Alibaba Builds Its Own Sky: 10,000 Chips and a Bet on Complete Integration
April 11, 2026Exponential Technologies

Alibaba Builds Its Own Sky: 10,000 Chips and a Bet on Complete Integration

Alibaba not only launched a data center with its own chips, but designed an economic architecture where the supplier, customer, and state share the same staying incentive.

Trader Joe's Opens 30 Stores at Its Own Pace: The Geometry of a Model That Doesn’t Need to Rush
April 10, 2026Strategy

Trader Joe's Opens 30 Stores at Its Own Pace: The Geometry of a Model That Doesn’t Need to Rush

While Dollar General opens 55 locations in a month, Trader Joe's adds 30 stores across 18 states without fanfare. This reflects a strategic model focused on value density.

South Korea Builds Its Own Eye in the Sky, Changing Defense Market Rules
April 9, 2026Exponential Technologies

South Korea Builds Its Own Eye in the Sky, Changing Defense Market Rules

When a country with 90% domestic production unveils its first strategic reconnaissance drone, it reshapes its defense market and industrial value distribution.

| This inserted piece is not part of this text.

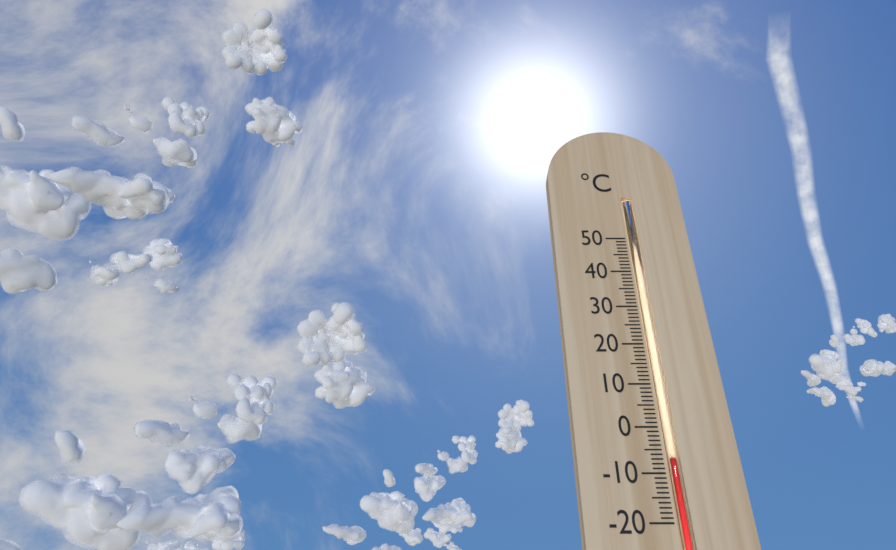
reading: -7 °C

Royal Van Leeuwen Reported Lower Profits Yet Increased Acquisitions: The Cold Logic Behind This Decision
April 8, 2026Strategy

Royal Van Leeuwen Reported Lower Profits Yet Increased Acquisitions: The Cold Logic Behind This Decision

A steel distributor with a century of history reported declining profits yet accelerated its acquisition program. This is a positioning thesis worth dissecting.

Crewless Sonars and the New Geometry of Naval Power
April 7, 2026Exponential Technologies

Crewless Sonars and the New Geometry of Naval Power

Kraken Robotics recently demonstrated a high-resolution sonar operating from an unmanned ship. This marks a significant shift in the maritime defense value chain.

Xoople Raises $130 Million Betting on Earth Data's Value Over Satellites
April 7, 2026Startups

Xoople Raises $130 Million Betting on Earth Data's Value Over Satellites

Spanish startup Xoople closed the largest funding round in its category without yet having its own satellite constellation, focusing on demand before hardware.

Public Electricity at Half Price: What the Municipal Model Reveals About Utility Margins
April 6, 2026Sustainability

Public Electricity at Half Price: What the Municipal Model Reveals About Utility Margins

While private utilities retain up to 15 cents of every dollar billed for shareholders, non-profit municipalities in Massachusetts deliver the same electricity at half the price.